Trade-offs: the Chargify-to-Maxio migration period was bumpy for some long-time customers, and product-team continuity has been mixed. As with most enterprise billing platforms, pricing is quote-based and is a meaningful line item in your G&A.
9. MoonClerk

MoonClerk is a hosted-checkout product that sits on top of Stripe and gives non-technical operators a way to accept recurring and one-time payments without writing code. Embeddable forms, simple plan setup, and a flat monthly fee plus Stripe’s per-transaction percentage. Popular among nonprofits, small SaaS, and creator businesses that need recurring billing without engineering effort.
What works: very fast to set up — minutes, not days. No engineering required. Pricing is predictable: flat monthly tiers with included transaction volume.
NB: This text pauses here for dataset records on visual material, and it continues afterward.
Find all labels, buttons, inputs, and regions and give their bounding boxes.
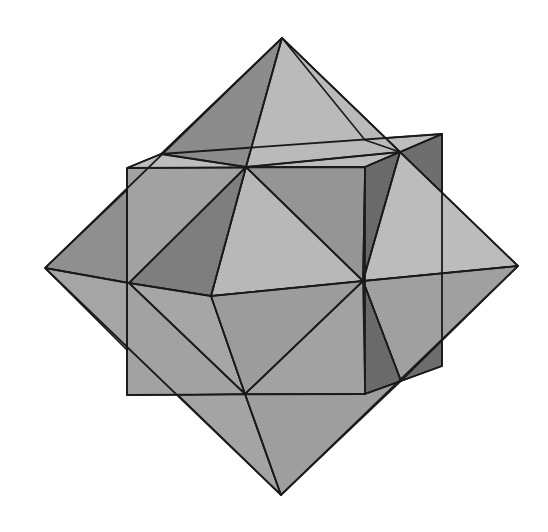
oct-face-left-upper — [45, 190, 129, 283]
cube-octahedron-compound — [0, 0, 548, 532]
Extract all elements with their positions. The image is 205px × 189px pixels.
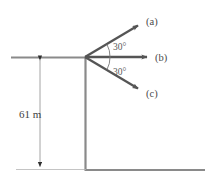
angle-arc-lower bbox=[107, 57, 110, 70]
angle-arc-upper bbox=[107, 45, 110, 58]
angle-label-lower: 30° bbox=[113, 67, 127, 77]
vector-label-b: (b) bbox=[155, 52, 168, 64]
vector-a bbox=[85, 25, 138, 57]
vector-c bbox=[85, 57, 138, 89]
vector-label-a: (a) bbox=[146, 16, 158, 28]
vector-a-shaft bbox=[85, 25, 138, 57]
angle-label-upper: 30° bbox=[113, 42, 127, 52]
vector-label-c: (c) bbox=[146, 88, 158, 100]
projectile-cliff-diagram: 30° 30° (a) (b) (c) 61 m bbox=[0, 0, 205, 189]
cliff-height-label: 61 m bbox=[19, 108, 42, 120]
vector-c-shaft bbox=[85, 57, 138, 89]
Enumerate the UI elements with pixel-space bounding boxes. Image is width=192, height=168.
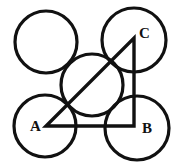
label-a: A (30, 118, 41, 134)
label-b: B (142, 120, 152, 136)
label-c: C (139, 25, 150, 41)
triangle-abc (46, 38, 134, 126)
geometry-diagram: A B C (0, 0, 192, 168)
circle-bottom-right (105, 96, 169, 160)
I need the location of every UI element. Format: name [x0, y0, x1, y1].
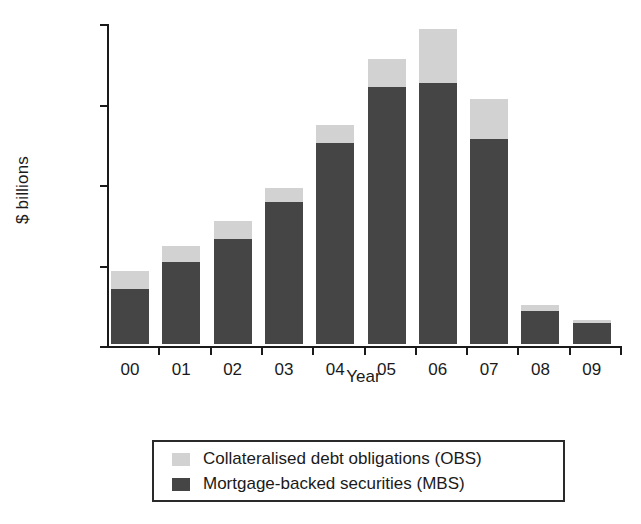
bar-segment-cdo-04 [316, 125, 354, 143]
bar-stack-07 [470, 99, 508, 344]
bar-segment-mbs-02 [214, 239, 252, 344]
bar-stack-00 [111, 271, 149, 344]
bar-stack-01 [162, 246, 200, 344]
x-tick-04 [364, 346, 366, 355]
y-axis-title: $ billions [13, 120, 33, 260]
x-tick-09 [620, 346, 622, 355]
x-tick-00 [158, 346, 160, 355]
y-tick-2000 [100, 24, 108, 26]
bar-segment-mbs-09 [573, 323, 611, 344]
stacked-bar-chart: $ billions 0500100015002000 000102030405… [0, 0, 641, 524]
legend-swatch-mbs-icon [172, 478, 190, 491]
bar-stack-05 [368, 59, 406, 344]
bar-stack-02 [214, 221, 252, 344]
bar-segment-cdo-02 [214, 221, 252, 239]
y-tick-500 [100, 266, 108, 268]
bar-segment-mbs-08 [521, 311, 559, 344]
x-tick-01 [210, 346, 212, 355]
bar-segment-mbs-06 [419, 83, 457, 344]
x-axis-title: Year [107, 367, 620, 387]
x-tick-06 [466, 346, 468, 355]
bar-segment-cdo-06 [419, 29, 457, 83]
legend-label-mbs: Mortgage-backed securities (MBS) [203, 474, 465, 494]
bar-segment-cdo-01 [162, 246, 200, 262]
bar-segment-mbs-03 [265, 202, 303, 344]
bar-segment-cdo-00 [111, 271, 149, 289]
x-tick-07 [517, 346, 519, 355]
bar-stack-04 [316, 125, 354, 344]
x-tick-05 [415, 346, 417, 355]
bar-segment-mbs-04 [316, 143, 354, 344]
plot-area: 0500100015002000 00010203040506070809 [107, 24, 620, 346]
bar-segment-mbs-07 [470, 139, 508, 344]
legend-label-cdo: Collateralised debt obligations (OBS) [203, 449, 482, 469]
y-tick-1000 [100, 185, 108, 187]
y-tick-1500 [100, 105, 108, 107]
bar-segment-cdo-05 [368, 59, 406, 87]
x-tick-02 [261, 346, 263, 355]
x-tick-08 [569, 346, 571, 355]
legend-item-cdo: Collateralised debt obligations (OBS) [172, 447, 482, 471]
bar-segment-cdo-09 [573, 320, 611, 323]
bar-segment-cdo-07 [470, 99, 508, 139]
legend-item-mbs: Mortgage-backed securities (MBS) [172, 472, 465, 496]
bar-stack-06 [419, 29, 457, 344]
bar-segment-cdo-03 [265, 188, 303, 202]
bar-segment-cdo-08 [521, 305, 559, 311]
x-tick-03 [312, 346, 314, 355]
bar-stack-08 [521, 305, 559, 344]
bar-segment-mbs-01 [162, 262, 200, 344]
bar-stack-03 [265, 188, 303, 344]
y-tick-0 [100, 346, 108, 348]
chart-legend: Collateralised debt obligations (OBS) Mo… [152, 440, 565, 502]
bar-segment-mbs-05 [368, 87, 406, 344]
bar-stack-09 [573, 320, 611, 344]
bar-segment-mbs-00 [111, 289, 149, 344]
legend-swatch-cdo-icon [172, 453, 190, 466]
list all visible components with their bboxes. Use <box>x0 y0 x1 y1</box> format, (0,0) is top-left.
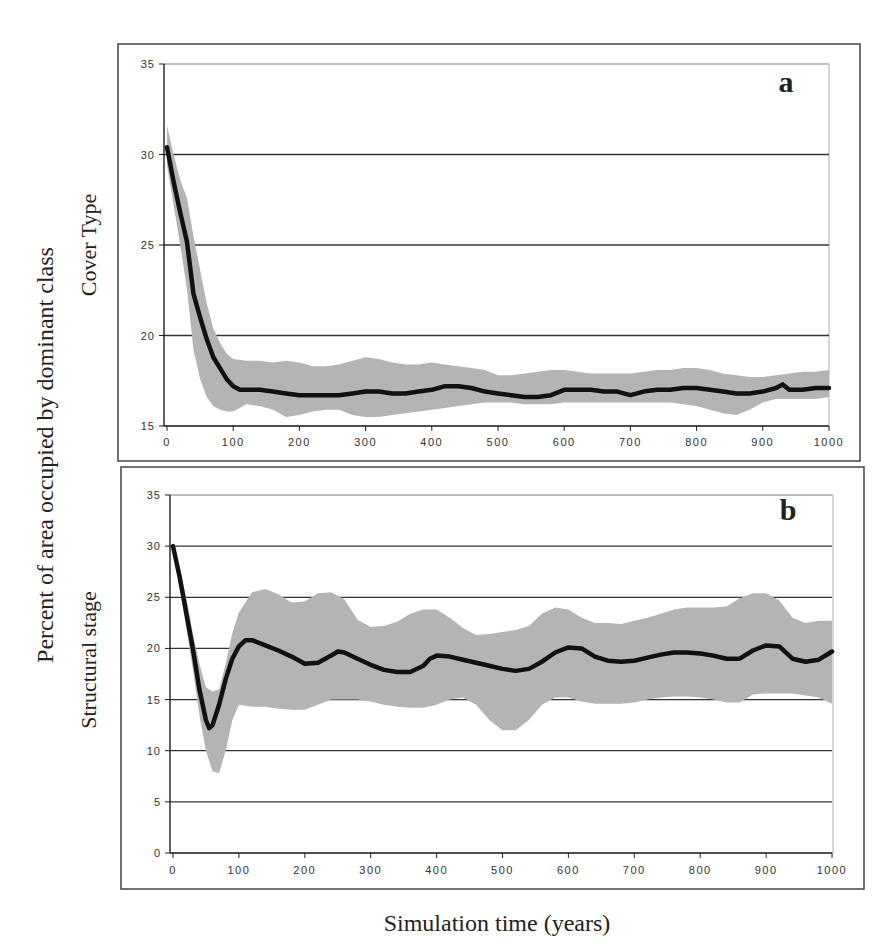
y-tick-label: 25 <box>141 239 155 251</box>
x-tick-label: 200 <box>293 864 316 876</box>
x-tick-label: 800 <box>689 864 712 876</box>
y-tick-label: 15 <box>141 420 155 432</box>
panel-b-structural-stage: 0510152025303501002003004005006007008009… <box>76 467 864 889</box>
x-tick-label: 600 <box>553 436 576 448</box>
panel-a-cover-type: 1520253035010020030040050060070080090010… <box>76 44 860 461</box>
panel-a-panel-label: a <box>779 65 794 98</box>
x-tick-label: 700 <box>623 864 646 876</box>
shared-y-axis-label: Percent of area occupied by dominant cla… <box>32 247 58 663</box>
x-tick-label: 1000 <box>814 436 844 448</box>
x-tick-label: 300 <box>359 864 382 876</box>
panel-b-y-axis-label: Structural stage <box>76 591 101 728</box>
y-tick-label: 25 <box>147 591 161 603</box>
x-tick-label: 400 <box>420 436 443 448</box>
x-tick-label: 900 <box>751 436 774 448</box>
x-tick-label: 100 <box>222 436 245 448</box>
y-tick-label: 15 <box>147 694 161 706</box>
x-tick-label: 900 <box>755 864 778 876</box>
x-tick-label: 800 <box>685 436 708 448</box>
x-tick-label: 300 <box>354 436 377 448</box>
y-tick-label: 35 <box>147 489 161 501</box>
x-tick-label: 1000 <box>817 864 847 876</box>
panel-b-panel-label: b <box>780 493 797 526</box>
panel-a-y-axis-label: Cover Type <box>76 194 101 297</box>
x-tick-label: 500 <box>491 864 514 876</box>
y-tick-label: 30 <box>141 149 155 161</box>
x-tick-label: 200 <box>288 436 311 448</box>
y-tick-label: 10 <box>147 745 161 757</box>
x-tick-label: 0 <box>163 436 171 448</box>
x-tick-label: 100 <box>227 864 250 876</box>
x-tick-label: 500 <box>487 436 510 448</box>
y-tick-label: 20 <box>141 330 155 342</box>
y-tick-label: 5 <box>154 796 161 808</box>
x-tick-label: 600 <box>557 864 580 876</box>
x-tick-label: 700 <box>619 436 642 448</box>
x-tick-label: 400 <box>425 864 448 876</box>
x-tick-label: 0 <box>169 864 177 876</box>
y-tick-label: 30 <box>147 540 161 552</box>
figure: Percent of area occupied by dominant cla… <box>0 0 891 950</box>
y-tick-label: 20 <box>147 642 161 654</box>
shared-x-axis-label: Simulation time (years) <box>384 910 611 936</box>
y-tick-label: 35 <box>141 58 155 70</box>
y-tick-label: 0 <box>154 847 161 859</box>
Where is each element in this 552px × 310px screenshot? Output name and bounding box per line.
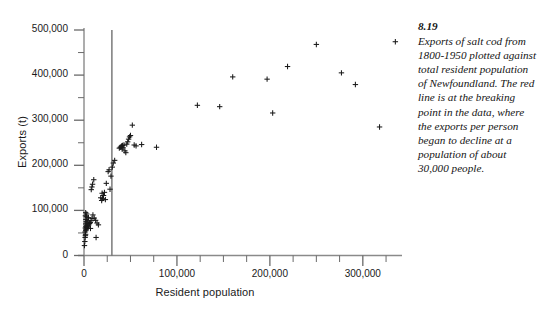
data-point [377, 124, 382, 129]
scatter-figure: 0100,000200,000300,000400,000500,000 010… [0, 0, 410, 310]
figure-caption-text: Exports of salt cod from 1800-1950 plott… [418, 34, 538, 175]
data-point [264, 76, 269, 81]
data-point [104, 181, 109, 186]
figure-caption: 8.19 Exports of salt cod from 1800-1950 … [418, 19, 538, 175]
data-point [270, 110, 275, 115]
data-point [285, 64, 290, 69]
data-point [90, 182, 95, 187]
data-point [108, 173, 113, 178]
x-axis-title: Resident population [0, 286, 410, 298]
data-point [339, 70, 344, 75]
data-point [110, 164, 115, 169]
data-point [130, 122, 135, 127]
data-point [195, 103, 200, 108]
data-point [139, 142, 144, 147]
x-tick-label: 200,000 [235, 268, 305, 279]
y-tick-label: 100,000 [8, 203, 68, 214]
data-points-group [82, 39, 398, 248]
x-tick-label: 100,000 [142, 268, 212, 279]
data-point [314, 42, 319, 47]
x-tick-label: 300,000 [328, 268, 398, 279]
data-point [91, 177, 96, 182]
data-point [230, 74, 235, 79]
x-tick-label: 0 [49, 268, 119, 279]
data-point [90, 212, 95, 217]
scatter-plot-canvas [0, 0, 410, 310]
data-point [89, 187, 94, 192]
data-point [93, 235, 98, 240]
data-point [89, 184, 94, 189]
y-ticks-group [74, 30, 84, 256]
y-tick-label: 400,000 [8, 68, 68, 79]
y-tick-label: 500,000 [8, 23, 68, 34]
y-tick-label: 0 [8, 249, 68, 260]
y-axis-title: Exports (t) [16, 82, 28, 202]
data-point [393, 39, 398, 44]
data-point [217, 104, 222, 109]
figure-caption-number: 8.19 [418, 19, 538, 33]
x-ticks-group [84, 256, 386, 267]
data-point [154, 145, 159, 150]
data-point [353, 82, 358, 87]
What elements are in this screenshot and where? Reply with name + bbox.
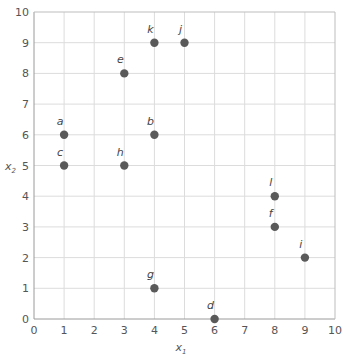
y-tick-label: 4 [22, 190, 29, 203]
x-tick-label: 2 [91, 324, 98, 337]
point-marker [180, 39, 188, 47]
point-label: a [57, 115, 64, 128]
x-tick-label: 0 [31, 324, 38, 337]
y-axis-label: x2 [4, 160, 17, 175]
y-tick-label: 2 [22, 252, 29, 265]
x-tick-labels: 012345678910 [31, 324, 343, 337]
point-marker [60, 161, 68, 169]
point-marker [60, 131, 68, 139]
x-tick-label: 5 [181, 324, 188, 337]
point-marker [210, 315, 218, 323]
point-label: c [57, 146, 63, 159]
point-label: d [207, 299, 215, 312]
point-marker [301, 253, 309, 261]
y-tick-labels: 012345678910 [15, 6, 29, 326]
point-label: g [147, 268, 154, 281]
data-point-h: h [117, 146, 129, 170]
data-point-i: i [299, 238, 309, 262]
data-point-c: c [57, 146, 68, 170]
point-marker [150, 131, 158, 139]
y-tick-label: 9 [22, 37, 29, 50]
data-point-f: f [269, 207, 279, 231]
x-tick-label: 7 [241, 324, 248, 337]
point-marker [150, 284, 158, 292]
grid-lines [34, 12, 335, 319]
data-point-e: e [117, 53, 129, 77]
x-tick-label: 1 [61, 324, 68, 337]
data-point-l: l [269, 176, 279, 200]
y-tick-label: 7 [22, 98, 29, 111]
point-marker [120, 161, 128, 169]
point-label: b [147, 115, 154, 128]
x-tick-label: 4 [151, 324, 158, 337]
data-point-d: d [207, 299, 219, 323]
x-tick-label: 3 [121, 324, 128, 337]
y-tick-label: 5 [22, 160, 29, 173]
y-tick-label: 8 [22, 67, 29, 80]
x-tick-label: 10 [328, 324, 342, 337]
point-marker [150, 39, 158, 47]
point-marker [271, 223, 279, 231]
point-marker [271, 192, 279, 200]
x-tick-label: 8 [271, 324, 278, 337]
data-point-j: j [177, 23, 189, 47]
y-tick-label: 3 [22, 221, 29, 234]
y-tick-label: 10 [15, 6, 29, 19]
x-tick-label: 9 [301, 324, 308, 337]
point-label: h [117, 146, 124, 159]
y-tick-label: 6 [22, 129, 29, 142]
point-label: j [177, 23, 183, 36]
point-label: k [147, 23, 154, 36]
y-tick-label: 0 [22, 313, 29, 326]
point-label: e [117, 53, 124, 66]
y-tick-label: 1 [22, 282, 29, 295]
point-label: f [269, 207, 275, 220]
point-marker [120, 69, 128, 77]
data-point-g: g [147, 268, 159, 292]
scatter-chart: 012345678910 012345678910 abcdefghijkl x… [0, 0, 348, 358]
data-point-a: a [57, 115, 69, 139]
x-axis-label: x1 [175, 341, 187, 356]
data-point-k: k [147, 23, 158, 47]
x-tick-label: 6 [211, 324, 218, 337]
point-label: l [269, 176, 272, 189]
data-point-b: b [147, 115, 159, 139]
point-label: i [299, 238, 302, 251]
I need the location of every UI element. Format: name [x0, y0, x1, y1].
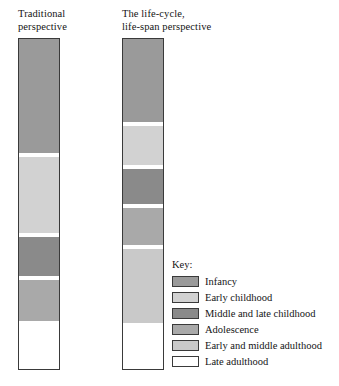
legend-swatch-infancy: [172, 276, 199, 287]
legend-label: Late adulthood: [205, 356, 268, 368]
legend-label: Adolescence: [205, 324, 259, 336]
legend-entry: Late adulthood: [172, 354, 337, 369]
bar-segment-early-and-middle-adulthood: [123, 247, 163, 324]
bar-segment-infancy: [123, 39, 163, 122]
column-title-lifespan: The life-cycle, life-span perspective: [122, 8, 211, 33]
bar-traditional-perspective: [18, 38, 60, 370]
legend-entry-list: InfancyEarly childhoodMiddle and late ch…: [172, 274, 337, 369]
bar-segment-middle-and-late-childhood: [19, 235, 59, 276]
legend-label: Early childhood: [205, 292, 272, 304]
legend-entry: Early and middle adulthood: [172, 338, 337, 353]
legend-swatch-middle-and-late-childhood: [172, 308, 199, 319]
bar-segment-adolescence: [19, 278, 59, 322]
legend-title: Key:: [172, 258, 337, 271]
bar-segment-adolescence: [123, 206, 163, 245]
legend-swatch-early-childhood: [172, 292, 199, 303]
legend-entry: Infancy: [172, 274, 337, 289]
legend-label: Infancy: [205, 276, 237, 288]
bar-segment-late-adulthood: [19, 323, 59, 369]
legend-key: Key: InfancyEarly childhoodMiddle and la…: [172, 258, 337, 370]
column-title-traditional: Traditional perspective: [18, 8, 67, 33]
legend-swatch-late-adulthood: [172, 356, 199, 367]
life-span-stacked-bar-figure: Traditional perspective The life-cycle, …: [0, 0, 339, 386]
legend-entry: Middle and late childhood: [172, 306, 337, 321]
bar-segment-early-childhood: [123, 124, 163, 165]
bar-segment-middle-and-late-childhood: [123, 167, 163, 204]
legend-entry: Early childhood: [172, 290, 337, 305]
legend-entry: Adolescence: [172, 322, 337, 337]
legend-label: Middle and late childhood: [205, 308, 316, 320]
bar-segment-late-adulthood: [123, 325, 163, 369]
bar-lifespan-perspective: [122, 38, 164, 370]
legend-swatch-adolescence: [172, 324, 199, 335]
legend-label: Early and middle adulthood: [205, 340, 322, 352]
bar-segment-early-childhood: [19, 155, 59, 233]
legend-swatch-early-and-middle-adulthood: [172, 340, 199, 351]
bar-segment-infancy: [19, 39, 59, 153]
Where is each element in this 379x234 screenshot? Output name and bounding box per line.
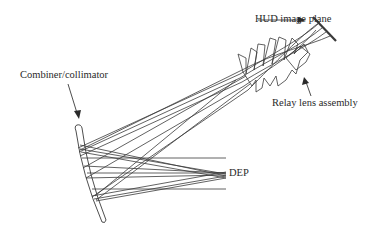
- optical-diagram: HUD image plane Relay lens assembly Comb…: [0, 0, 379, 234]
- combiner-label: Combiner/collimator: [20, 70, 108, 81]
- relay-lens-label: Relay lens assembly: [272, 98, 358, 109]
- arrow-down-icon: [74, 110, 81, 119]
- arrow-up-icon: [302, 77, 309, 85]
- dep-label: DEP: [229, 168, 249, 179]
- ray-trace-drawing: [0, 0, 379, 234]
- image-plane-label: HUD image plane: [255, 14, 331, 25]
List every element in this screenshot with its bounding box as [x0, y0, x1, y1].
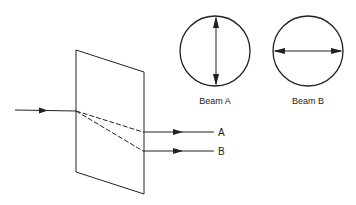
beam-a-polarization — [180, 16, 250, 86]
internal-path-a — [76, 111, 143, 132]
beam-b-label: Beam B — [292, 96, 324, 106]
arrowhead-icon — [173, 129, 183, 135]
output-label-a: A — [218, 127, 225, 138]
output-label-b: B — [218, 146, 225, 157]
arrowhead-icon — [173, 148, 183, 154]
diagram-canvas: A B Beam A Beam B — [0, 0, 356, 205]
beam-a-label: Beam A — [199, 96, 231, 106]
internal-path-b — [76, 111, 143, 151]
arrow-down-icon — [213, 74, 219, 86]
arrow-right-icon — [331, 48, 343, 54]
arrow-left-icon — [273, 48, 285, 54]
arrow-up-icon — [213, 16, 219, 28]
output-beam-b — [143, 148, 214, 154]
incoming-beam — [15, 108, 76, 114]
beam-b-polarization — [273, 16, 343, 86]
arrowhead-icon — [39, 108, 48, 114]
output-beam-a — [143, 129, 214, 135]
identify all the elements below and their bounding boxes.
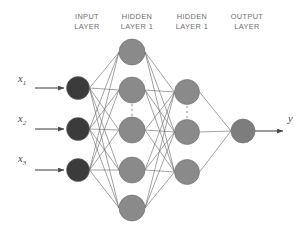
ellipsis-dot-hidden1-1 <box>131 104 133 106</box>
connection-h1a-to-h2a <box>145 52 175 92</box>
connection-h1d-to-h2a <box>145 92 175 170</box>
node-h1e <box>119 195 145 221</box>
node-h1a <box>119 39 145 65</box>
node-h2b <box>175 120 200 145</box>
connection-lines <box>90 52 232 208</box>
output-label-y: y <box>288 113 293 124</box>
connection-h1a-to-h2c <box>145 52 175 172</box>
ellipsis-dot-hidden1-2 <box>131 109 133 111</box>
connection-h2c-to-o1 <box>200 131 232 172</box>
connection-h2a-to-o1 <box>200 92 232 131</box>
connection-i2-to-h1b <box>90 90 120 129</box>
node-i2 <box>67 118 90 141</box>
node-i1 <box>67 77 90 100</box>
node-h1b <box>119 77 145 103</box>
node-h2a <box>175 80 200 105</box>
neural-network-diagram: INPUT LAYER HIDDEN LAYER 1 HIDDEN LAYER … <box>0 0 307 238</box>
ellipsis-dot-hidden2-3 <box>186 116 188 118</box>
connection-i2-to-h1e <box>90 129 120 208</box>
node-h2c <box>175 160 200 185</box>
connection-h2b-to-o1 <box>200 131 232 132</box>
connection-h1c-to-h2a <box>145 92 175 130</box>
input-label-x3-sub: 3 <box>23 159 27 167</box>
input-label-x1: x1 <box>18 73 26 87</box>
input-label-x2-sub: 2 <box>23 119 27 127</box>
input-label-x2: x2 <box>18 113 26 127</box>
node-h1c <box>119 117 145 143</box>
connection-h1e-to-h2a <box>145 92 175 208</box>
node-i3 <box>67 159 90 182</box>
input-label-x1-sub: 1 <box>23 79 27 87</box>
node-o1 <box>231 119 255 143</box>
output-label-y-base: y <box>288 113 293 124</box>
ellipsis-dot-hidden2-2 <box>186 111 188 113</box>
layer-title-output: OUTPUT LAYER <box>218 12 276 31</box>
network-nodes <box>67 39 256 221</box>
connection-i1-to-h1e <box>90 88 120 208</box>
input-label-x3: x3 <box>18 153 26 167</box>
connection-i2-to-h1a <box>90 52 120 129</box>
layer-title-input: INPUT LAYER <box>60 12 114 31</box>
ellipsis-dot-hidden1-3 <box>131 114 133 116</box>
ellipsis-dot-hidden2-1 <box>186 106 188 108</box>
layer-title-hidden-1: HIDDEN LAYER 1 <box>108 12 166 31</box>
node-h1d <box>119 157 145 183</box>
network-canvas <box>0 0 307 238</box>
layer-title-hidden-2: HIDDEN LAYER 1 <box>163 12 221 31</box>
The Stripe-native architecture means you inherit Stripe’s PCI compliance, fraud tooling, and Apple/Google Pay support without extra integration work.
Trade-offs: no built-in revenue analytics or dunning beyond Stripe’s defaults — you’re using MoonClerk for forms and plan logic, not finance reporting. Volume discounts are limited at the higher tiers; once you outgrow MoonClerk you typically migrate to Stripe Billing or Chargebee directly.
10. Stax Bill (formerly FuseBill)

FuseBill was acquired by Stax Payments and rebranded as Stax Bill. The platform handles complex B2B and B2C subscription billing, proration, multi-currency, and tax integration with Avalara. Stronger on the B2B side than most consumer-focused tools, with quote-to-cash workflows and CRM integrations.
What works: mature subscription billing for B2B SaaS, with strong proration and ramp-pricing support. Tight integration with Stax Payments’ processor stack means a single contract for billing and processing. Reporting covers MRR, ARR, churn, and ASC 606 revenue recognition.
Trade-offs: Stax Bill is best when paired with Stax Payments — using it with a different processor underneath is supported but loses some of the platform’s value. Reporting depth has been a long-standing customer complaint; if your finance team needs deep revenue analytics, plan for an export pipeline to a BI tool.
11. Zoho Billing (formerly Zoho Subscriptions)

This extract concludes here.